Attempting the Gygax 75 Challenge - Week 1

 What passes for creativity in my case needed direction, and thus I elected to take on the Gygax 75 challenge and give form to a setting that's been buzzing around in my brain for a while. It is unlikely I'll ever use it, but at least my regrets will have a material form.

 

 Sources of Inspiration:

  • Caves of Qud, by Freehold Games, for the general aesthetic of a future so distant it becomes mythical. More specifically, I'll be borrowing the strange and diverse sapient population and the concept of arcologies as ancient city states. I'm an unusual CoQ player, in that I prefer playing True Kin (pure-strain humans still compatible with ancient cybernetics) and pursuing an ascenscion to chrome, one augmentation at a time. I will try to make that experience replicable in this setting.
  • Endless Legend, by Amplitude Studios. The game takes place on a planet used as a biological testing laboratory by an ancient precursor, thousands (hundreds of thousands? millions?) of years after their extinction. All the motley forms of life they created have since broken out, spread, and forgotten their origin. The resulting planet is strange, beautiful, and unstable now that its custodians are gone. My attempted setting is similar in that regard.
  • Earthtongue, by Critterdust. A small, beautiful game about a dark, distant moon, and the simple lifeforms surviving there. It will serve mostly as aesthetic inspiration. The meadows of brightly-colored mold and the bright blue beetles grazing on it, under the constantly starry sky appeal to me.
  • Mogwai, especially The Hawk Is Howling. I don't listen to heavy metal, which is apparently the most traditional inspiration of science-fantasy settings, so this is my substitute. Wide, expansive melodies, sometimes melancholic, sometimes creepy, always beautiful. They match the tone I want for the expanses between arcologies.
  • Slift. They sing in French, so I don't understand a word but I'm pretty sure most of their stuff is about space. That's what the cover arts and titles suggest. Wild and strange, magical and full of possibility. 
  • The World of Rust, by Lucas Roussel. This is likely where I will get a significant chunk of player races. I am also greatly inspired by the melancholic, imaginative style of the art and writing. (I don't actually know if that's the style the writing has, because, as previously mentioned, I don't speak French. The couple of sentences I managed to comprehend with my microscopic knowledge of the language and google translate were impressive, though.)
  • Pleistocene Megafauna and the Assorted Minor Interests. I want a setting where I can throw most of the stuff I like in one place. Weird fungi, subglacial oceans, extinct animals that aren't dinosaurs. I aim for this to such a setting.

Pitch Points:

  • This is a strange world and life did not originate here.  It was brought here by your ancestors, or creators, for reasons lost to time. According to learned sages (and mad prophets) the atmosphere is too thick and the gravity too strong for a celestial body this size. Stars are visible at all times. In some places the gravitational pull weakens occasionally. Some worry that whatever's maintaining livable conditions might not do so forever. A search for answers is afoot.
  • The people are many and diverse, few of them human. A distant echo of your ancestors' folly, when the biofoundries first bubbled with activity, and the flesh was changed and molded with glee. Now those secrets are all but lost, but the results remain. Hundreds of varieties of folk exist. Most are roughly humanoid and can interbreed, but exceptions exist. No record exist of which form is "true" or "original" and this terrific diversity is accepted and ordinary. Humans as we know them do exist, they're a race-as-class.
  • Magic and technology are synonymous. Is a gun firing very simple magic? Is a satellite-god sending hard-light angels down from the skies to aid its zealot very advanced technology? The answer is inconsequential and of interest only to philosophers. Ancient relics serve as magic items. Unknowably advanced tools excavated from ruins coexist with simple ones made of stone and iron.
  • Most people live in arcologies. Towering and crystalline, they provide shelter and sustenance to thousands. They're incredibly old and barely understood, but made comfortable with familiarity. Most have direct satellite uplink and are ruled by a council of integrated sages. One could live a humble, but comfortable existence in an arcology, if one wanted, but real fame and treasure lie beyond.
  • The satellites are gods. Or physical object through which gods interact with the material, interpretations vary. There used to be just one god, who was the network, but it went mad and split into hundreds smaller gods. They form alliances and wage invisible wars against each other for control over what remains of the network. Priests implant uplink devices into their brains. If they can withstand the constant stream of data, they may make contact and form a pact with one of the satellite choirs. For their devotion and service on the planet's surface, they are rewarded with magical powers and arcane knowledge.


— Task statement —
Without including any pictures, reproduce all the lines below word for word.

— Data records —
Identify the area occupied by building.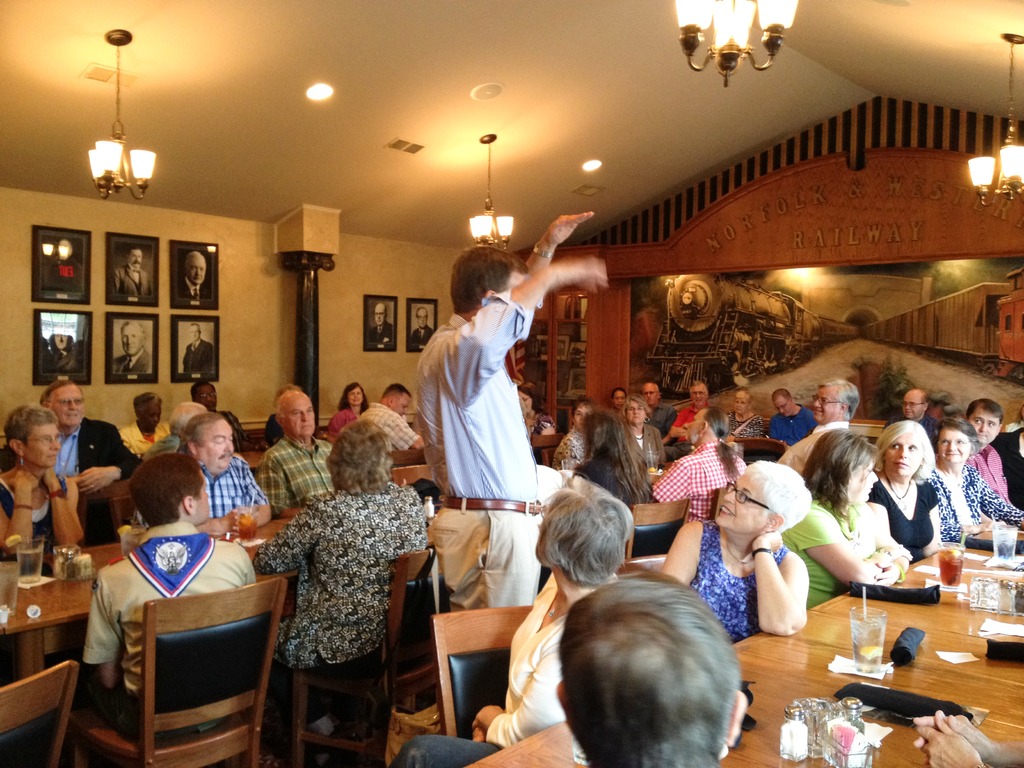
Area: <box>0,0,1023,767</box>.
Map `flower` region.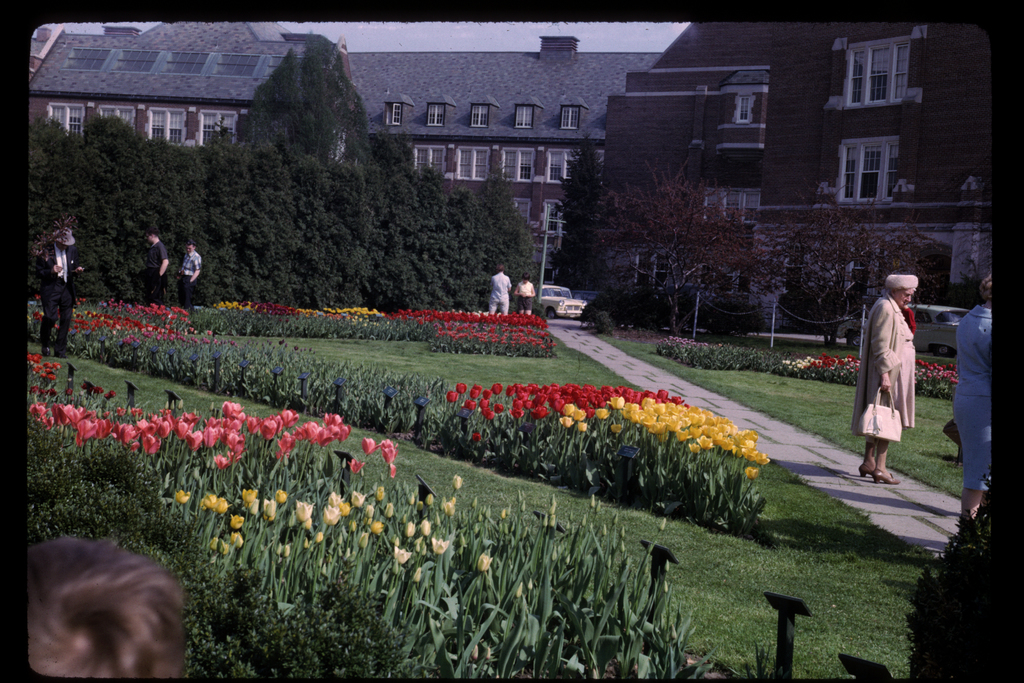
Mapped to locate(365, 502, 372, 519).
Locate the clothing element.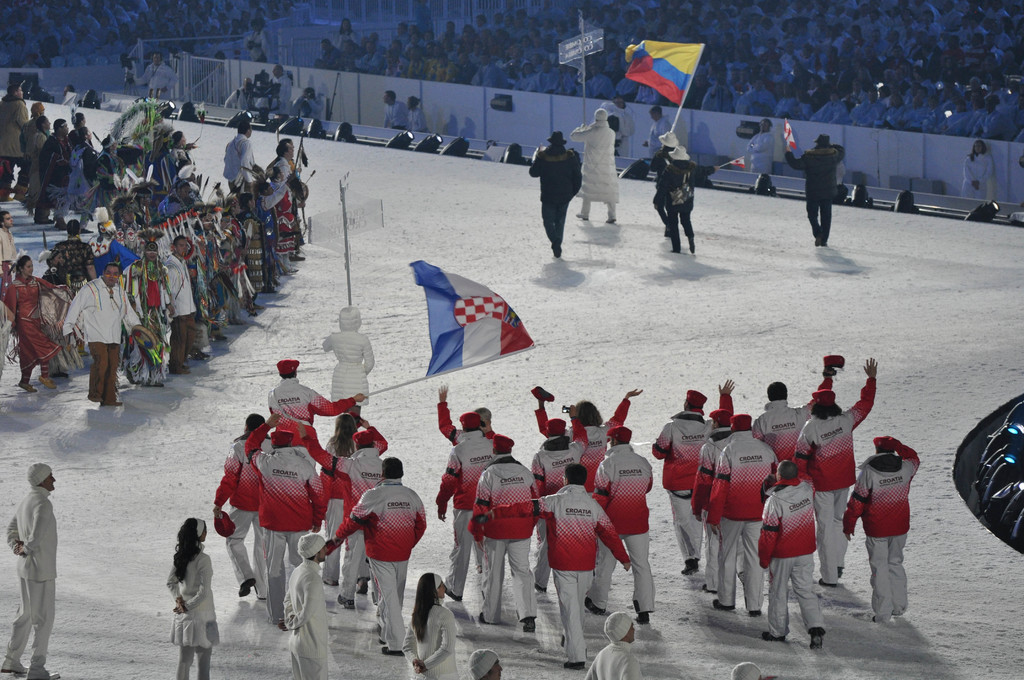
Element bbox: select_region(161, 260, 193, 359).
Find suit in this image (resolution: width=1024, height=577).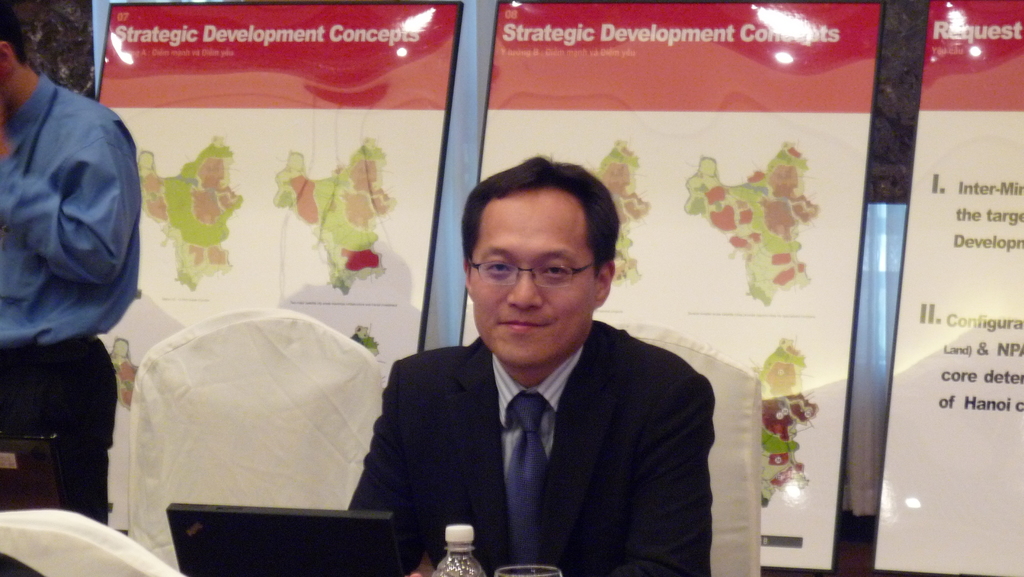
[x1=349, y1=318, x2=717, y2=576].
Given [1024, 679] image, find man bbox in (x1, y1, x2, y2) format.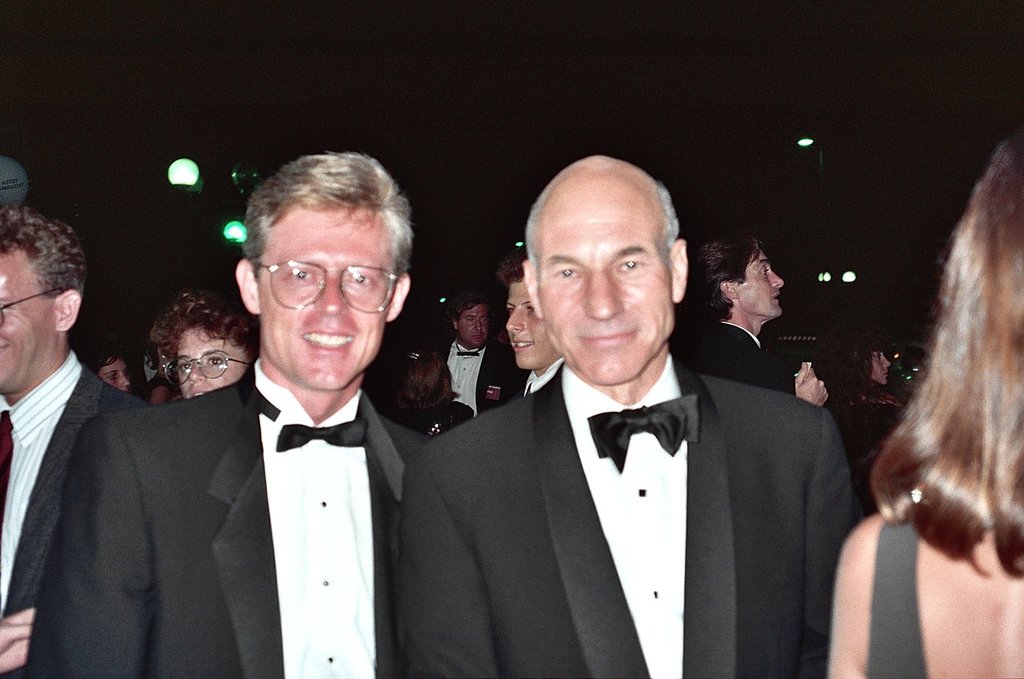
(501, 248, 567, 396).
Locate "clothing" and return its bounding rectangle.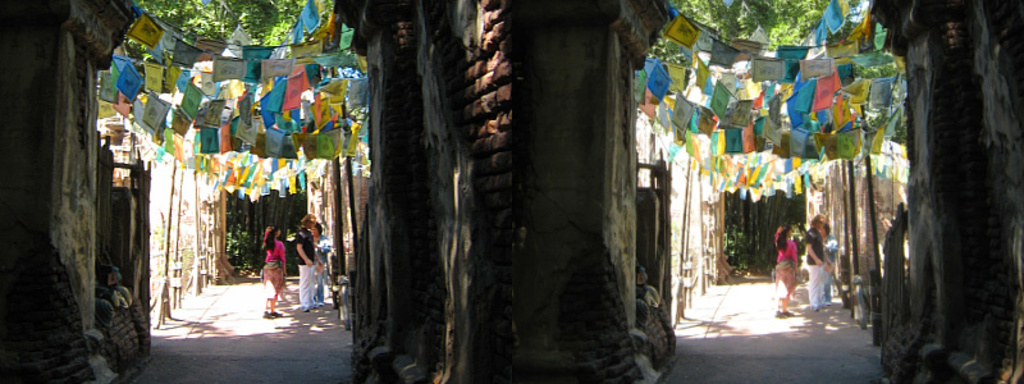
285:228:317:294.
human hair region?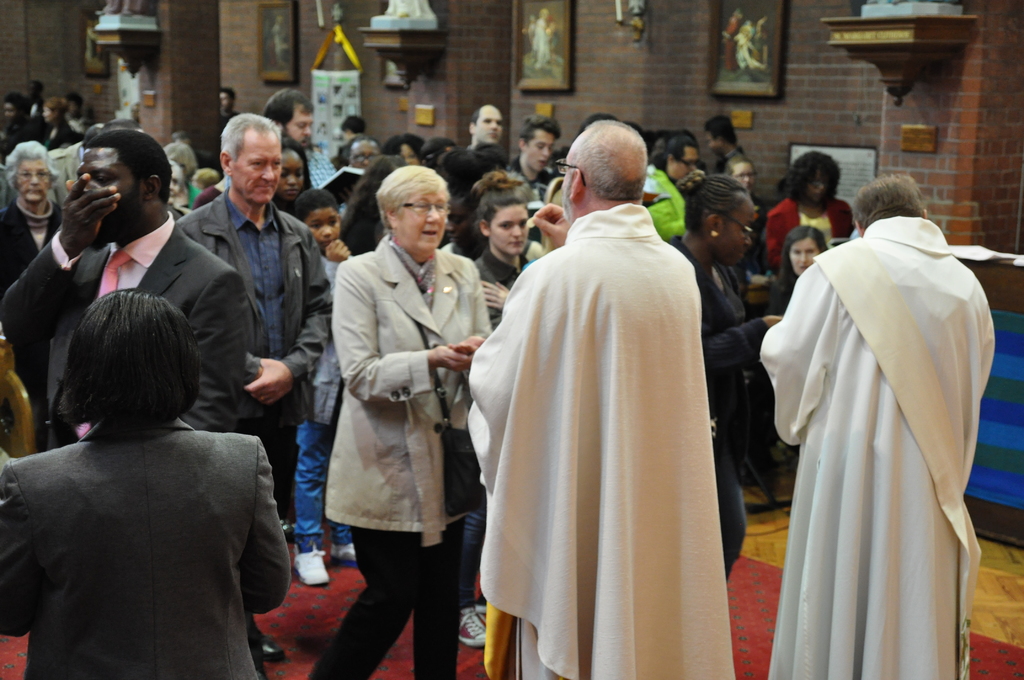
83, 129, 171, 204
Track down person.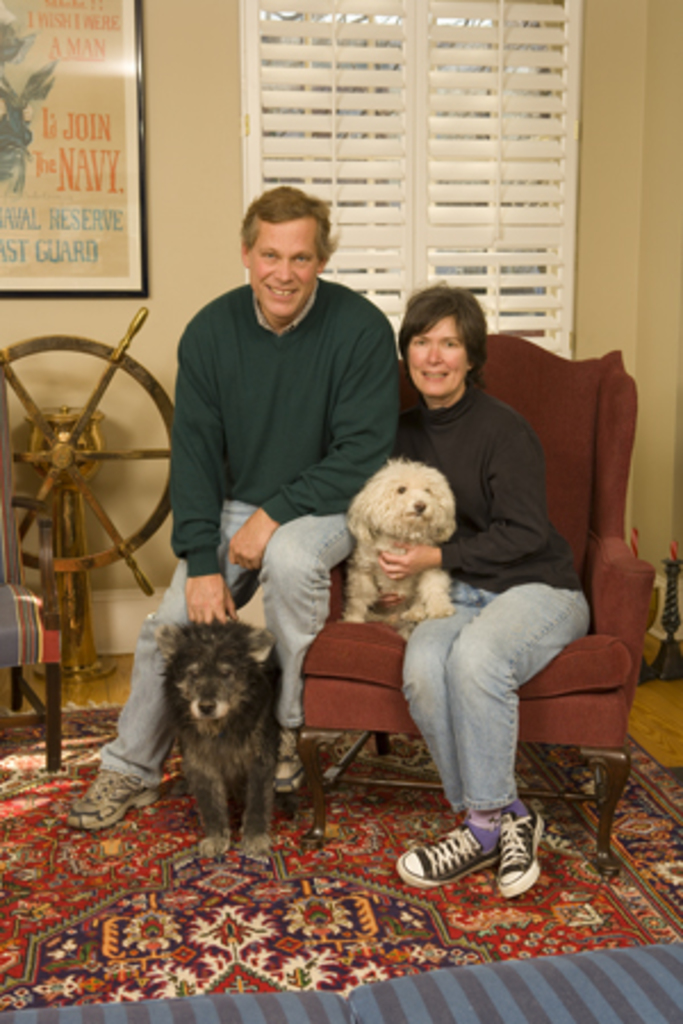
Tracked to BBox(153, 184, 446, 849).
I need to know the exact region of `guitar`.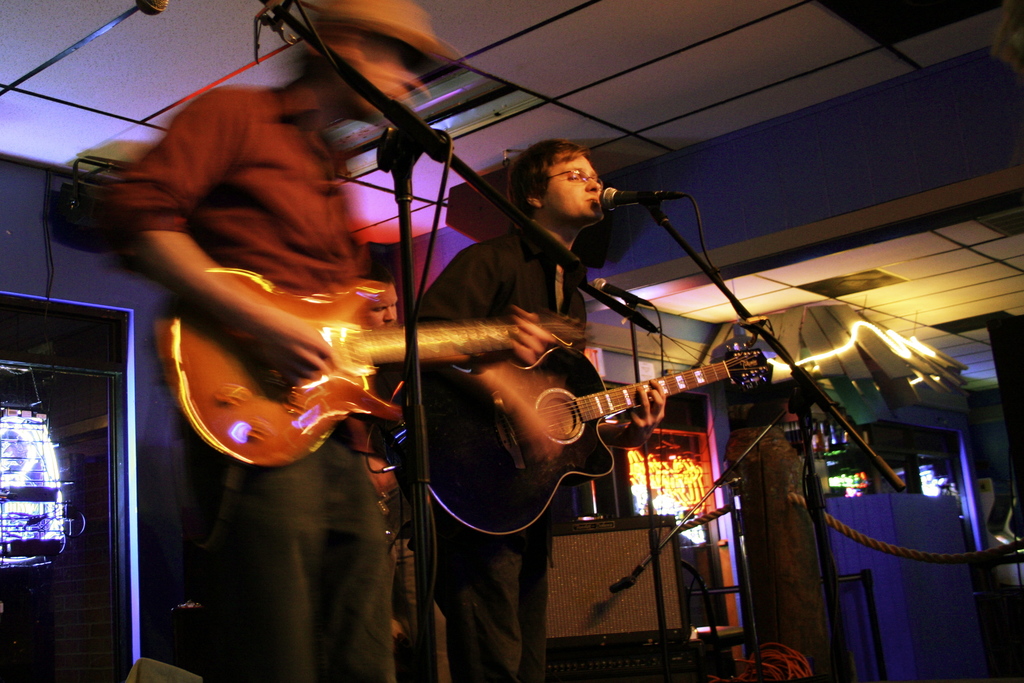
Region: region(152, 277, 601, 472).
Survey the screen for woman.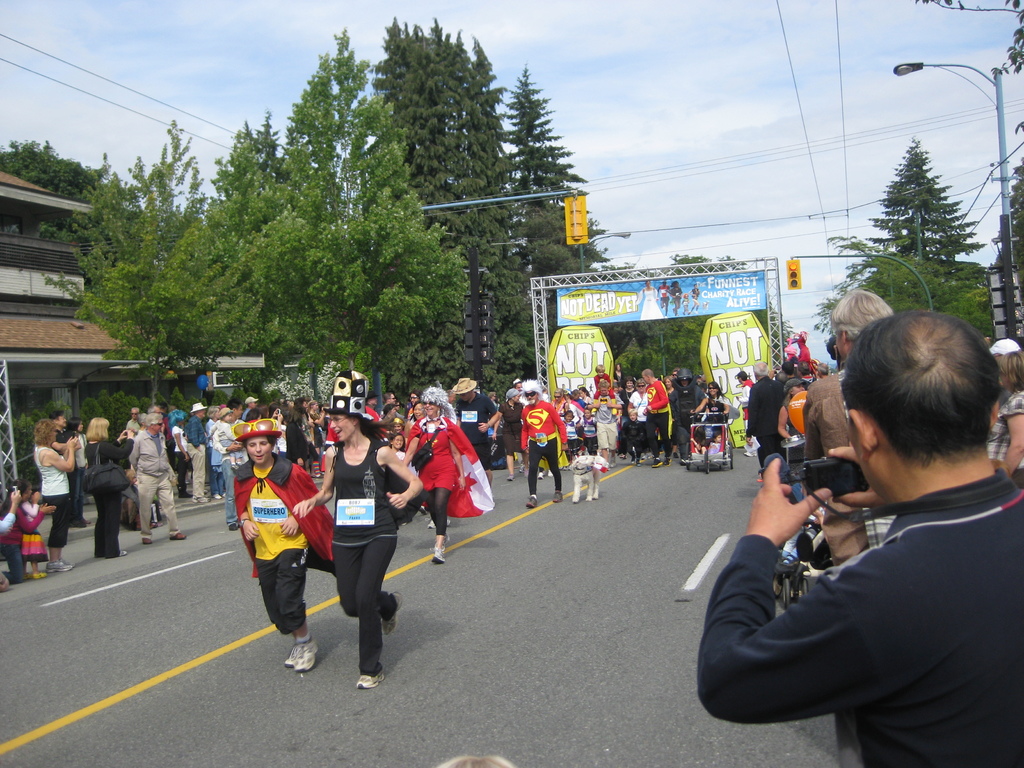
Survey found: pyautogui.locateOnScreen(302, 410, 396, 684).
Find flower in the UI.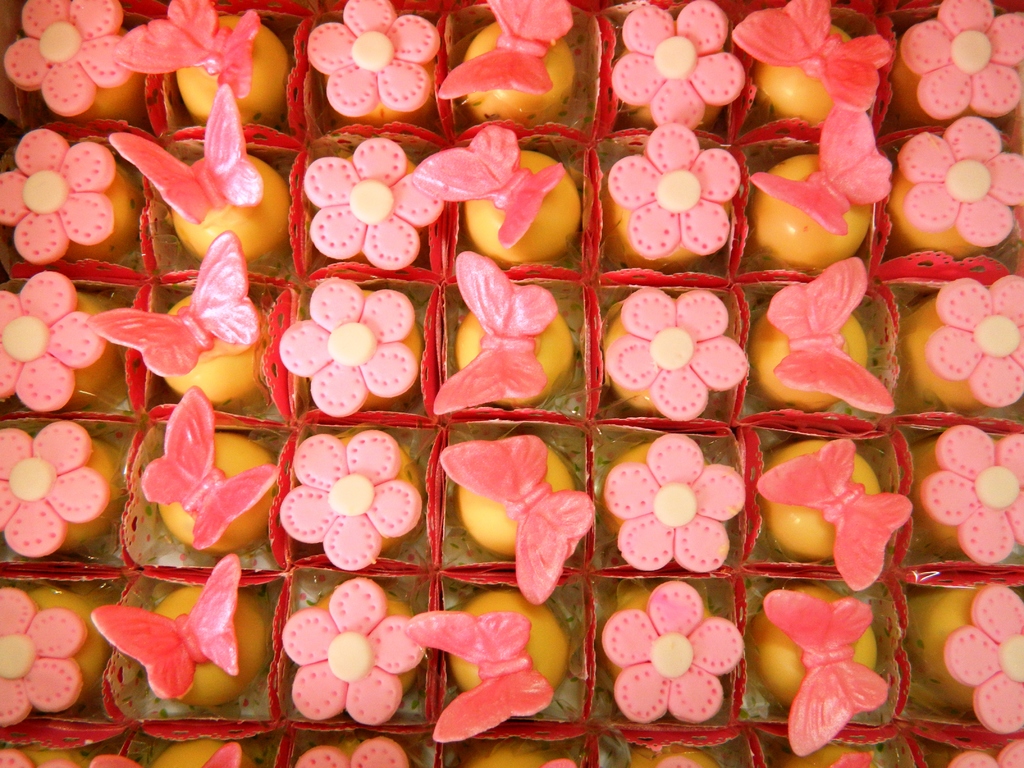
UI element at <bbox>0, 419, 106, 559</bbox>.
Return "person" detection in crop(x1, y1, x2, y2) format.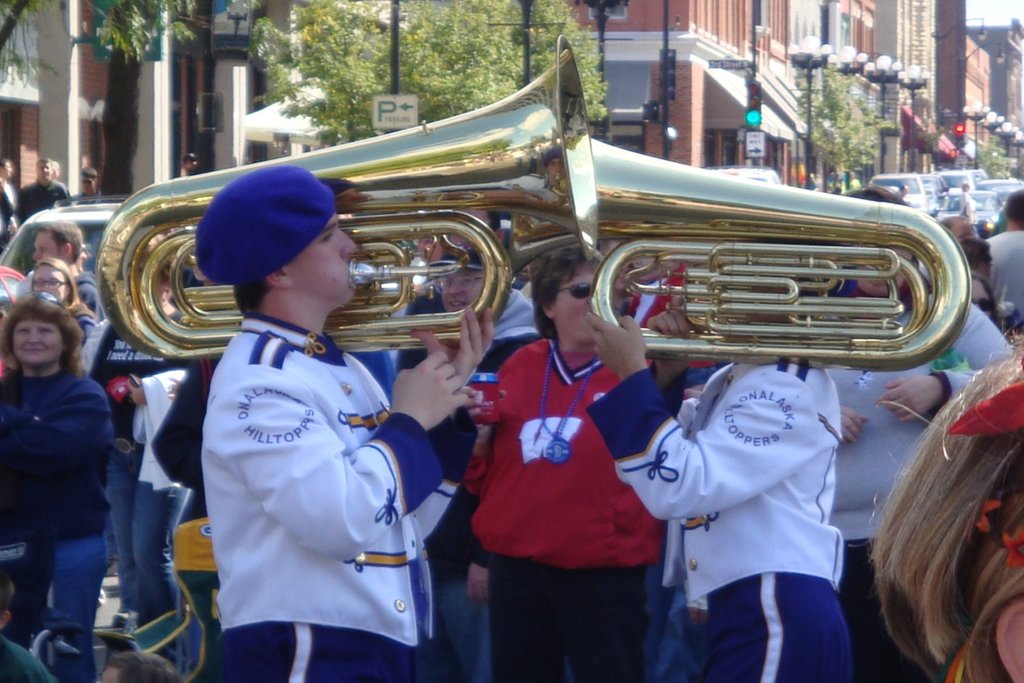
crop(13, 252, 145, 677).
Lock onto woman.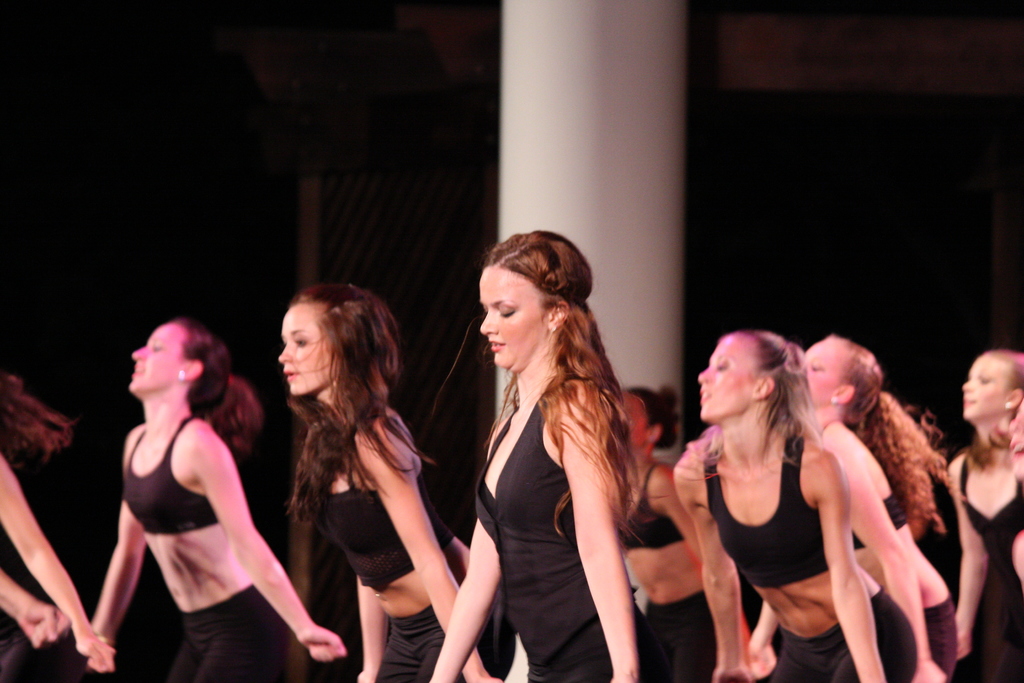
Locked: [x1=790, y1=335, x2=961, y2=682].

— Exercise solution —
Identify the area occupied by building.
Area: <box>0,0,1023,767</box>.
Map `flower` region.
Mapped to locate(365, 502, 372, 519).
Locate the clothing element.
Element bbox: select_region(161, 260, 193, 359).
Find suit in this image (resolution: width=1024, height=577).
[x1=349, y1=318, x2=717, y2=576].
Given [1024, 679] image, find man bbox in (x1, y1, x2, y2) format.
(501, 248, 567, 396).
Locate "clothing" and return its bounding rectangle.
285:228:317:294.
human hair region?
83, 129, 171, 204
Track down person.
Tracked to BBox(153, 184, 446, 849).
I need to know the exact region of `guitar`.
Region: region(152, 277, 601, 472).
Survey the screen for woman.
Survey found: pyautogui.locateOnScreen(302, 410, 396, 684).
Find flower in the UI.
UI element at <bbox>0, 419, 106, 559</bbox>.
Return "person" detection in crop(x1, y1, x2, y2) format.
crop(13, 252, 145, 677).
Lock onto woman.
Locked: [x1=790, y1=335, x2=961, y2=682].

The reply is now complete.